Read Ephesians 2:8-10
In Pastor Nate’s e-mail “This Week at KPC,” he mentions the three basic ways that we grow spiritually:
1. A regular devotional study of God’s Word;
2. Stay involved in a small group; and
3. Being involved in some type of Christian service.
We find it rather easy to follow the first two disciplines, but the third involves time and some risk. What we do not realize is that God has a calling on our life. The early Puritans believed that every Christian has a calling because every Christian is a minister. We look at ministers as the “hired professionals.” We have become lax in the idea of “hiring” others to do what we feel uncomfortable or ill-equipped to do ourselves. While having a full time staff person to train, organize and oversee ministry is critical, it does not relieve us of our responsibility before the Lord to be in personal ministry ourselves. If we step back, not only do we lose the blessing of personal ministry, but we fail to grow spiritually. It is through personal ministry that we encounter God at work and find Him revealing Himself to us.

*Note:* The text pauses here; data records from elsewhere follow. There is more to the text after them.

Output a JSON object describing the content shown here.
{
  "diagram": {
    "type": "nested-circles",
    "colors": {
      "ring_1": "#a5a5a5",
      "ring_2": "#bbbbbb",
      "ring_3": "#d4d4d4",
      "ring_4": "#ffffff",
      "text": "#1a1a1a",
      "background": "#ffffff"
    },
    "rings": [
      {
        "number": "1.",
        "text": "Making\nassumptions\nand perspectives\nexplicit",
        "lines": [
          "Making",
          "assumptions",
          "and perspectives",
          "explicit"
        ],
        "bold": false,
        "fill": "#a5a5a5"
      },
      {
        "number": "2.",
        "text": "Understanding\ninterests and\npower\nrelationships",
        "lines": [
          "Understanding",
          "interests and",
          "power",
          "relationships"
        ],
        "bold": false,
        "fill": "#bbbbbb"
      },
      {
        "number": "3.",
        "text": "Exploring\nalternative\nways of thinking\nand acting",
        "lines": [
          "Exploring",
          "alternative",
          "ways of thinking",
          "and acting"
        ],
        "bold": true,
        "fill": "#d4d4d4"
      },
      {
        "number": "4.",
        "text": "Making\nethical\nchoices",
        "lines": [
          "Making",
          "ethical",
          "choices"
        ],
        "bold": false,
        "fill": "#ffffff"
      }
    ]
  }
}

In our reading today Paul reminds us that we owe our salvation to the undeserved favor of God. That is why we call it grace. Grace is at once the objective, operative, and cause of our salvation. The medium of salvation is faith, which is also its necessary condition. Faith however is not a quality, a virtue, or a faculty. It is not something that man can produce. It is a response evoked by the Holy Spirit.

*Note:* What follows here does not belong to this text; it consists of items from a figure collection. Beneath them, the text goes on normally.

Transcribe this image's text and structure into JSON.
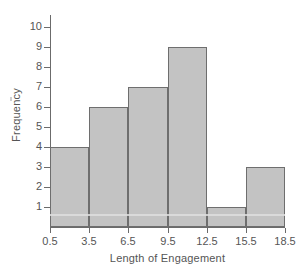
{
  "chart_data": {
    "type": "bar",
    "title": "",
    "xlabel": "Length of Engagement",
    "ylabel": "Frequency",
    "categories": [
      "0.5-3.5",
      "3.5-6.5",
      "6.5-9.5",
      "9.5-12.5",
      "12.5-15.5",
      "15.5-18.5"
    ],
    "bin_edges": [
      0.5,
      3.5,
      6.5,
      9.5,
      12.5,
      15.5,
      18.5
    ],
    "values": [
      4,
      6,
      7,
      9,
      1,
      3
    ],
    "xtick_labels": [
      "0.5",
      "3.5",
      "6.5",
      "9.5",
      "12.5",
      "15.5",
      "18.5"
    ],
    "ytick_labels": [
      "1",
      "2",
      "3",
      "4",
      "5",
      "6",
      "7",
      "8",
      "9",
      "10"
    ],
    "ytick_values": [
      1,
      2,
      3,
      4,
      5,
      6,
      7,
      8,
      9,
      10
    ],
    "ylim": [
      0,
      10.6
    ],
    "xlim": [
      0.5,
      18.5
    ],
    "grid": false,
    "legend": false,
    "bar_fill_color": "#c3c3c3",
    "bar_edge_color": "#6e6e6e",
    "axis_color": "#6b6b6b",
    "text_color": "#555555"
  }
}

In case faith should be in anyway misinterpreted as man’s contribution to his own salvation, Paul explains that it is nothing of our own doing but everything is a gift of God. The theologian, William Barclay says that “The whole process comes from nothing that we have done or could do.”
But salvation is not an end in itself. For our last verse tells us that we are God’s workmanship; God’s poem; God’s work of art. We are “made a new creation,” in Christ Jesus. The Greek word used here ktizō is used only of God and denotes the creative energy He alone can exert. The life of goodness that regeneration produces has been prepared for believers to “do” (Greek – peripateō, “walk about in”) from all eternity. The way has already been set out before us. All we have to do is “walk about in it.”
The point here is that God has “made a way” for you just as he did for Abraham, for Moses for Joshua, and for David. This week we will look at a way of exploring all that the Lord is doing in your life as He calls you into His service, to be a part of what He is doing to bring about His Kingdom.
As you pray today, ask the Lord to open your heart to His call to you.